[Python-Dev] Support for async read/write

exarkun at twistedmatrix.com exarkun at twistedmatrix.com
Wed Oct 20 03:55:20 CEST 2010


On 01:37 am, glyph at twistedmatrix.com wrote:
>
>On Oct 19, 2010, at 8:09 PM, James Y Knight wrote:
>>There's a difference.
>>
>>os._exit is useful. os.open is useful. aio_* are *not* useful. For 
>>anything. If there's anything you think you want to use them for, 
>>you're wrong. It either won't work properly or it will worse 
>>performing than the simpler alternatives.
>
>
>I'd like to echo this sentiment.  This is not about providing a 'safe' 
>wrapper to hide some powerful feature of these APIs: the POSIX aio_* 
>functions are really completely useless.
>
>To quote the relevant standard 
><http://www.opengroup.org/onlinepubs/000095399/basedefs/aio.h.html>:

>APPLICATION USAGE
>
>None.
>
>RATIONALE
>
>None.
>
>FUTURE DIRECTIONS
>
>None.
>
>Not only is the performance usually worse than expected, the behavior 
>of aio_* functions require all kinds of subtle and mysterious 
>coordination with signal handling, which I'm not entirely sure Python 
>would even be able to pull off without some modifications to the signal 
>module.  (And, as Jean-Paul mentioned, if your OS kernel runs out of 
>space in a queue somewhere, completion notifications might just never 
>be delivered at all.)

Just to be clear, James corrected me there.  I thought Jesus was talking 
about the mostly useless Linux AIO APIs, which have the problems I 
described.  He was actually talking about the POSIX AIO APIs, which have 
a different set of problems making them a waste of time.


§ **Task prompt**:
Nothing but a number is needed: the count of lines below that include "ffffff".

○ ○ ○ ○ ○ ○ ○

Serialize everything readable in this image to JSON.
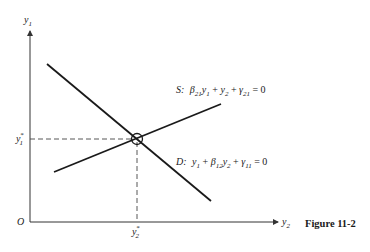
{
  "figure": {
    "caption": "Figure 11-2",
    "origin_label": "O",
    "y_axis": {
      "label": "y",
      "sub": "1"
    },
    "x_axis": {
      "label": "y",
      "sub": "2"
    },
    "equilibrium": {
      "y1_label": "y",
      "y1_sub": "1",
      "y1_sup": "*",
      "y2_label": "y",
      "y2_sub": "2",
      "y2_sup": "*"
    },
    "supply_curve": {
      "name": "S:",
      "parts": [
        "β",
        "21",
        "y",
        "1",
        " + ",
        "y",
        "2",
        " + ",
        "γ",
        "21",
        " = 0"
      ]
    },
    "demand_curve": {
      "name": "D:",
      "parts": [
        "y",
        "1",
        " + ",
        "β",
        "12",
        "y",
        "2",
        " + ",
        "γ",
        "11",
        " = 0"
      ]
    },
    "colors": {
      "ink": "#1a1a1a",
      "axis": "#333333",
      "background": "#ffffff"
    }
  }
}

○ ○ ○ ○ ○ ○ ○

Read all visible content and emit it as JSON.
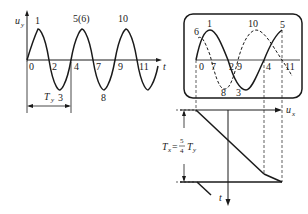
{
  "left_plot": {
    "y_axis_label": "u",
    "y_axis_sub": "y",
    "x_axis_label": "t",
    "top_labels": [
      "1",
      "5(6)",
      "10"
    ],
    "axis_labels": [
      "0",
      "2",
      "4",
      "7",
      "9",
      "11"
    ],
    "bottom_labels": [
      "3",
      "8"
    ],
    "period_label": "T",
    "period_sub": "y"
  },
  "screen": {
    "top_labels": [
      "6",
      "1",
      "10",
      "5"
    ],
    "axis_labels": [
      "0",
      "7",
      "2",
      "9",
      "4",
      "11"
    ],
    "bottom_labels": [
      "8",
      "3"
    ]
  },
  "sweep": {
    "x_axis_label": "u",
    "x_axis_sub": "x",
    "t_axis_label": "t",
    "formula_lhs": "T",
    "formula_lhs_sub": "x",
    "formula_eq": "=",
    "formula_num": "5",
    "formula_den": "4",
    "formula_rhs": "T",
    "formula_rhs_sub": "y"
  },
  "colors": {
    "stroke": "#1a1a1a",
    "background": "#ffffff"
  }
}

○ ○ ○ ○ ○ ○ ○

§ **Result of this task**:
2